About 75,000 iOS devices have been infected by AdThief

Aug 13, 2014 12:44 GMT  ·  By

In a paper on AdThief malware for iOS devices, a security researcher explains the mechanism behind the malicious code that managed to steal the revenue from 22 million advertisements, on a total of 75,000 devices.

The information is based on the original research of Claud Xiao who discovered AdThief (also known as Spad) in March 2014. However, the details were scarce at that time, which prompted the new paper from researcher Axelle Apvrille.

The nasty piece works on jailbroken iOS devices only, and it has been designed to divert to the attacker the revenues generated by users through clicking on advertisements on infected devices; this is achieved by implementing a Cydia Substrate extension.

Cydia Substrate is a framework that can modify existing processes on jailbroken iOS gadgets. Basically, it allows hooking into the legitimate functions of the processes, offering an attacker the possibility to add their own changes.

In this case, advertisement functions are hooked and the developer ID is modified with one of the cybercriminal, resulting in hijacking all the revenue created by ad clicking.

By analyzing the hooks, Claud Xiao was able to identify the adkits targeted by the malware; these are mostly Chinese, but some of them are located in the US and India: YouMi, Vpon, MobClick, Umeng, AdSage/MobiSage, MdotM, InMobi, Domob, AdWhirl, AdsMogo, Google Mobile Ads SDK, AderMob, Weibo, MIX SDK and Poly SDK.

In the analysis performed by Apvrille, the malware author was identified to use the online handle “Rover12421,” and to be involved in Android hacks, not iOS. The researcher found a forum post under the alias “zerofile,” where the AdThief creator says that he wrote at least some parts of the piece, which was his only iOS project.

However, he also informs that the malicious code was improved by others since his involvement in the project.

The original finder of the malware estimated in March that a total of 75,000 iOS devices were infected and the money from 22 million ads had been diverted to the attacker’s account.

There is no information on the total amount of money robbed from the original developer, but given the figures above, the impact must be a significant one.

Also, details about how the malware was distributed by the crooks remain unknown; however, it appears that AdThief started to infect jailbroken iOS devices around December 10, 2013, and around March 20, 2014, the security researcher saw about 22,000 daily activations.

Contrary to what most users believe, not all malware on iOS requires a jailbroken device; some families are devised to work on any of them.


> **Problem**:
What lines below contain the string "Grocery"? List them all.

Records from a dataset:
+===+
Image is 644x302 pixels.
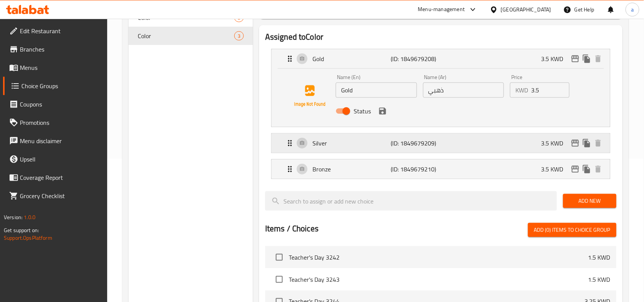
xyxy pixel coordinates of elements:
[265,223,318,235] h2: Items / Choices
[515,85,528,94] p: KWD
[3,40,107,58] a: Branches
[581,53,592,65] button: duplicate
[20,26,102,35] span: Edit Restaurant
[21,81,102,90] span: Choice Groups
[534,225,610,235] span: Add (0) items to choice group
[20,173,102,182] span: Coverage Report
[265,156,616,182] li: Expand
[631,6,633,14] span: a
[272,49,610,68] div: Expand
[541,164,569,174] p: 3.5 KWD
[528,223,616,237] button: Add (0) items to choice group
[541,139,569,148] p: 3.5 KWD
[272,272,287,287] span: Select choice
[138,13,235,22] span: Color
[391,139,443,148] p: (ID: 1849679209)
[289,253,588,262] span: Teacher's Day 3242
[313,54,391,63] p: Gold
[235,33,244,39] span: 3
[265,31,616,43] h2: Assigned to Color
[3,95,107,113] a: Coupons
[24,213,35,222] span: 1.0.0
[569,53,581,65] button: edit
[289,275,588,284] span: Teacher's Day 3243
[20,154,102,163] span: Upsell
[313,164,391,174] p: Bronze
[581,163,592,175] button: duplicate
[4,213,22,222] span: Version:
[265,46,616,130] li: ExpandGoldName (En)Name (Ar)PriceKWDStatussave
[313,139,391,148] p: Silver
[569,163,581,175] button: edit
[3,22,107,40] a: Edit Restaurant
[3,58,107,76] a: Menus
[3,168,107,186] a: Coverage Report
[4,225,39,235] span: Get support on:
[336,82,417,98] input: Enter name En
[391,164,443,174] p: (ID: 1849679210)
[418,5,465,14] div: Menu-management
[531,82,569,98] input: Please enter price
[3,113,107,131] a: Promotions
[423,82,505,98] input: Enter name Ar
[4,233,53,243] a: Support.OpsPlatform
[377,105,388,117] button: save
[285,71,334,121] img: Gold
[20,44,102,54] span: Branches
[569,137,581,149] button: edit
[20,63,102,72] span: Menus
[588,253,610,262] p: 1.5 KWD
[569,196,610,206] span: Add New
[588,275,610,284] p: 1.5 KWD
[501,6,551,14] div: [GEOGRAPHIC_DATA]
[541,54,569,63] p: 3.5 KWD
[3,150,107,168] a: Upsell
[20,118,102,127] span: Promotions
[3,131,107,150] a: Menu disclaimer
[592,163,604,175] button: delete
[265,191,557,211] input: search
[3,186,107,205] a: Grocery Checklist
[3,76,107,95] a: Choice Groups
[138,31,235,40] span: Color
[272,134,610,153] div: Expand
[272,159,610,179] div: Expand
[592,137,604,149] button: delete
[391,54,443,63] p: (ID: 1849679208)
[20,136,102,145] span: Menu disclaimer
[592,53,604,65] button: delete
[129,27,253,45] div: Color3
[581,137,592,149] button: duplicate
[265,130,616,156] li: Expand
[563,194,616,208] button: Add New
[354,107,371,116] span: Status
[20,191,102,200] span: Grocery Checklist
[20,99,102,109] span: Coupons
+===+
> **Answer to this problem**:
[3,186,107,205] a: Grocery Checklist
[20,191,102,200] span: Grocery Checklist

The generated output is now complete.